A University of Wisconsin study on voter suppression revealed that disinformation organizations used social media ads to suppress voting in nonwhite communities primarily in battleground states like Wisconsin, according to UW News. This is worrisome for the integrity of free and fair elections.
Researchers studied the 2016 presidential election by monitoring the ads seen by 10,000 people across the U.S. Participants installed an app that monitored ads seen for six weeks leading up to the election. Those who saw voter-suppressing ads on Facebook were 1.6% less likely to vote than those who did not see targeted ads, according to UW News.
The ads used a variety of anti-voting messaging to reach the social media users, but the most common tactic was stating that not voting would send a stronger message to those in power. The advertisers used Facebook’s microtargeting to identify nonwhite users in Wisconsin. These users were four times more likely to see vote suppressing messaging than their white neighbors, according to UW News.
While the margin of difference made by the ads is small, it is representative of the small margins of victory common in battleground states. The researchers estimate that the ads stopped as many as 4.7 million people from voting across the country, according to UW News.
Lead researcher and professor at the UW School of Journalism and Mass Communication Young Mie Kim said that the ads exasperated nonwhite communities’ previously held sense of distrust of the government. She considers this to be a digital version of historical voter suppression strategies in the U.S.
Voter suppression has taken many forms throughout the history of voting in the U.S. as it moved from Jim Crow laws such as poll taxes and literacy tests that unfairly targeted black voters to issues that persist in the present such as voter ID laws, attacks on early and mail in voting, access to polling places and gerrymandering, according to ABC News.
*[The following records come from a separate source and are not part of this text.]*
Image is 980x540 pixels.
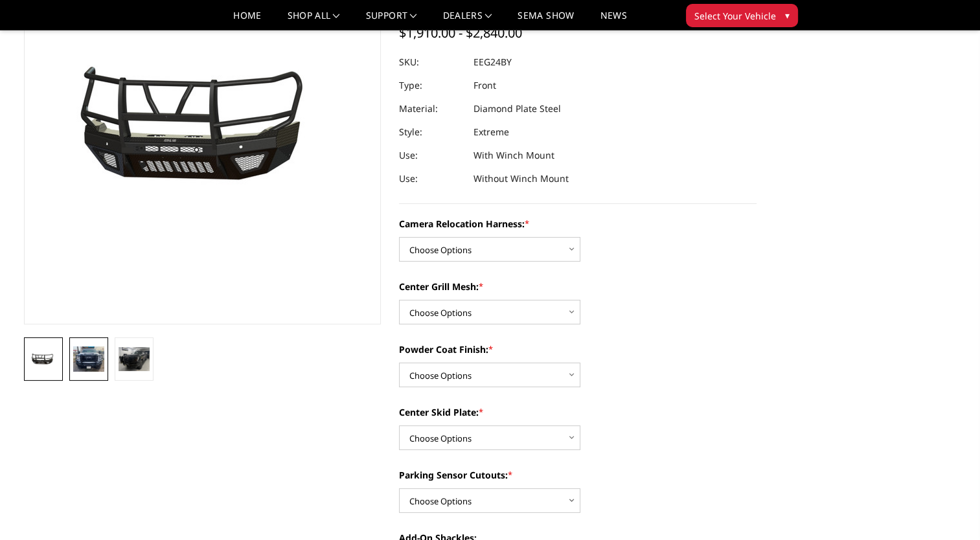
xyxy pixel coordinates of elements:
label: Camera Relocation Harness: [399,217,757,230]
img: 2024-2025 GMC 2500-3500 - T2 Series - Extreme Front Bumper (receiver or winch) [73,346,104,372]
dt: Use: [399,167,464,191]
dd: EEG24BY [473,51,512,74]
dd: Front [473,74,496,97]
img: 2024-2025 GMC 2500-3500 - T2 Series - Extreme Front Bumper (receiver or winch) [118,347,149,371]
dd: With Winch Mount [473,144,555,167]
a: SEMA Show [518,11,574,30]
a: Dealers [443,11,492,30]
label: Center Skid Plate: [399,405,757,419]
a: shop all [288,11,340,30]
dd: Extreme [473,120,509,144]
label: Center Grill Mesh: [399,280,757,294]
dd: Without Winch Mount [473,167,568,191]
dt: SKU: [399,51,464,74]
dt: Material: [399,97,464,120]
span: ▾ [785,9,789,22]
label: Parking Sensor Cutouts: [399,468,757,482]
a: News [599,11,626,30]
button: Select Your Vehicle [686,4,798,28]
img: 2024-2025 GMC 2500-3500 - T2 Series - Extreme Front Bumper (receiver or winch) [28,352,59,367]
span: Select Your Vehicle [694,9,776,22]
dt: Type: [399,74,464,97]
span: $1,910.00 - $2,840.00 [399,24,522,41]
a: Support [366,11,417,30]
label: Powder Coat Finish: [399,343,757,356]
dt: Style: [399,120,464,144]
dd: Diamond Plate Steel [473,97,561,120]
dt: Use: [399,144,464,167]
a: Home [233,11,261,30]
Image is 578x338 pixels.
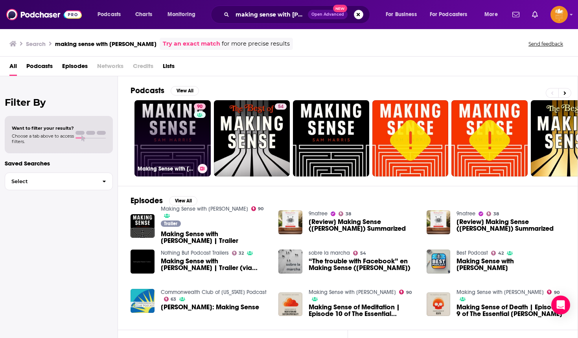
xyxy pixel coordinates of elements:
[457,289,544,296] a: Making Sense with Sam Harris
[169,196,197,206] button: View All
[360,252,366,255] span: 54
[491,251,504,256] a: 42
[162,8,206,21] button: open menu
[98,9,121,20] span: Podcasts
[161,258,269,271] span: Making Sense with [PERSON_NAME] | Trailer (via Making Sense with [PERSON_NAME])
[12,133,74,144] span: Choose a tab above to access filters.
[164,221,177,226] span: Trailer
[309,210,328,217] a: 9natree
[258,207,263,211] span: 90
[457,219,565,232] span: [Review] Making Sense ([PERSON_NAME]) Summarized
[554,291,560,295] span: 90
[131,289,155,313] img: Sam Harris: Making Sense
[380,8,427,21] button: open menu
[9,60,17,76] a: All
[309,250,350,256] a: sobre la marcha
[6,7,82,22] img: Podchaser - Follow, Share and Rate Podcasts
[138,166,195,172] h3: Making Sense with [PERSON_NAME]
[92,8,131,21] button: open menu
[278,293,302,317] img: Making Sense of Meditation | Episode 10 of The Essential Sam Harris
[197,103,203,111] span: 90
[486,212,499,216] a: 38
[278,250,302,274] img: “The trouble with Facebook” en Making Sense (Sam Harris)
[526,41,565,47] button: Send feedback
[278,103,284,111] span: 54
[218,6,377,24] div: Search podcasts, credits, & more...
[168,9,195,20] span: Monitoring
[55,40,156,48] h3: making sense with [PERSON_NAME]
[5,97,113,108] h2: Filter By
[134,100,211,177] a: 90Making Sense with [PERSON_NAME]
[550,6,568,23] button: Show profile menu
[309,258,417,271] a: “The trouble with Facebook” en Making Sense (Sam Harris)
[161,258,269,271] a: Making Sense with Sam Harris | Trailer (via Making Sense with Sam Harris)
[457,258,565,271] span: Making Sense with [PERSON_NAME]
[309,304,417,317] span: Making Sense of Meditation | Episode 10 of The Essential [PERSON_NAME]
[278,210,302,234] a: [Review] Making Sense (Sam Harris) Summarized
[309,304,417,317] a: Making Sense of Meditation | Episode 10 of The Essential Sam Harris
[131,86,199,96] a: PodcastsView All
[222,39,290,48] span: for more precise results
[163,60,175,76] a: Lists
[171,298,176,301] span: 63
[479,8,508,21] button: open menu
[131,196,197,206] a: EpisodesView All
[427,293,451,317] img: Making Sense of Death | Episode 9 of The Essential Sam Harris
[551,296,570,315] div: Open Intercom Messenger
[493,212,499,216] span: 38
[386,9,417,20] span: For Business
[457,250,488,256] a: Best Podcast
[309,219,417,232] a: [Review] Making Sense (Sam Harris) Summarized
[161,250,229,256] a: Nothing But Podcast Trailers
[427,210,451,234] img: [Review] Making Sense (Sam Harris) Summarized
[529,8,541,21] a: Show notifications dropdown
[161,304,259,311] span: [PERSON_NAME]: Making Sense
[430,9,468,20] span: For Podcasters
[163,39,220,48] a: Try an exact match
[457,210,475,217] a: 9natree
[275,103,287,110] a: 54
[161,231,269,244] a: Making Sense with Sam Harris | Trailer
[427,250,451,274] img: Making Sense with Sam Harris
[353,251,366,256] a: 54
[509,8,523,21] a: Show notifications dropdown
[232,251,244,256] a: 32
[333,5,347,12] span: New
[309,219,417,232] span: [Review] Making Sense ([PERSON_NAME]) Summarized
[133,60,153,76] span: Credits
[457,258,565,271] a: Making Sense with Sam Harris
[131,86,164,96] h2: Podcasts
[457,304,565,317] span: Making Sense of Death | Episode 9 of The Essential [PERSON_NAME]
[26,60,53,76] a: Podcasts
[131,196,163,206] h2: Episodes
[26,40,46,48] h3: Search
[346,212,351,216] span: 38
[5,160,113,167] p: Saved Searches
[484,9,498,20] span: More
[550,6,568,23] img: User Profile
[97,60,123,76] span: Networks
[12,125,74,131] span: Want to filter your results?
[161,231,269,244] span: Making Sense with [PERSON_NAME] | Trailer
[547,290,560,295] a: 90
[232,8,308,21] input: Search podcasts, credits, & more...
[498,252,504,255] span: 42
[5,179,96,184] span: Select
[214,100,290,177] a: 54
[130,8,157,21] a: Charts
[309,289,396,296] a: Making Sense with Sam Harris
[131,250,155,274] img: Making Sense with Sam Harris | Trailer (via Making Sense with Sam Harris)
[425,8,479,21] button: open menu
[164,297,177,302] a: 63
[62,60,88,76] a: Episodes
[131,214,155,238] img: Making Sense with Sam Harris | Trailer
[161,289,267,296] a: Commonwealth Club of California Podcast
Thus, digital age voter suppression is not a novel concept, but one that contains layers of secrecy and invasion into daily life that were not present in earlier suppression attempts.
This is clear through the studied ads, as they were purchased and distributed by a Russian disinformation operation called the Internet Research Agency. The agency did not disclose information about the messaging to the Federal Election Commission, making it unclear to voters why they were receiving these ads and what ulterior motives the company had, according to UW News.
Because of this lack of clear understanding, the researchers call for further federal regulations that would make the sources of the ads more clear to voters to cause viewers to critically consider the accuracy and motives of the ads, according to UW News.
Emphasizing transparency in advertising is important for elections as voters should know who is pushing certain messaging towards them and why they are doing that. But, further federal regulation and transparency should not be our only steps to reduce advertising disinformation on social media.
An aspect of voter suppression in the digital age that was not addressed in the study but is crucial to understanding voting trends is the power of influencers and social media content to impact polarization and voter suppression.
A 2023 study showed that influencers who push disinformation, whether knowingly or not, contribute to the disconnect between politicians and voters. While politicians push to moderate their stances to reach independent or undecided voters, social media users are fed content intended to push them to the extremes of their party beliefs because content creators use extremism to establish a viewer base, according to Penn State.
The issue of misinformation is worsened by the fact that 40% of voters ages 18-29 say that social media is their primary source of news. Social media is a unique landscape because, unlike legacy media such as cable television, people from both sides of the isle largely use the same platforms but have vastly different experiences, according to Brookings.
People in the same demographic group could see radically different content than their neighbors simply based on algorithms that are intended to enhance extreme beliefs. This opens up ways for malicious actors, such as those targeting nonwhite communities in the study, to reach certain communities while going unnoticed by everyone else.
Extremely personalized social media feeds not only keep us in an echo chamber of our own beliefs, but they reduce the ability of those intending to provide accurate information to reach the masses.
While regulating advertising companies as well as the social media platforms themselves to enhance transparency will have an important impact, we cannot rely on the federal government and large corporations to be the sole actors reducing disinformation. This issue requires an organized effort by social media users to stay vigilant when viewing ads and openly question content that seems dishonest.
Further voter education will also be necessary to reduce voter suppression through social media. By educating both students and voting adults about proper social media use, communities can resist the literacy crisis that has come to define digital spaces in recent years. This can be done online through transparent accounts with the sole goal of information sharing.
Thus, a collective effort through legal and community action will be required to counter the actors intent on harming elections through increasingly subtle and deceptive means.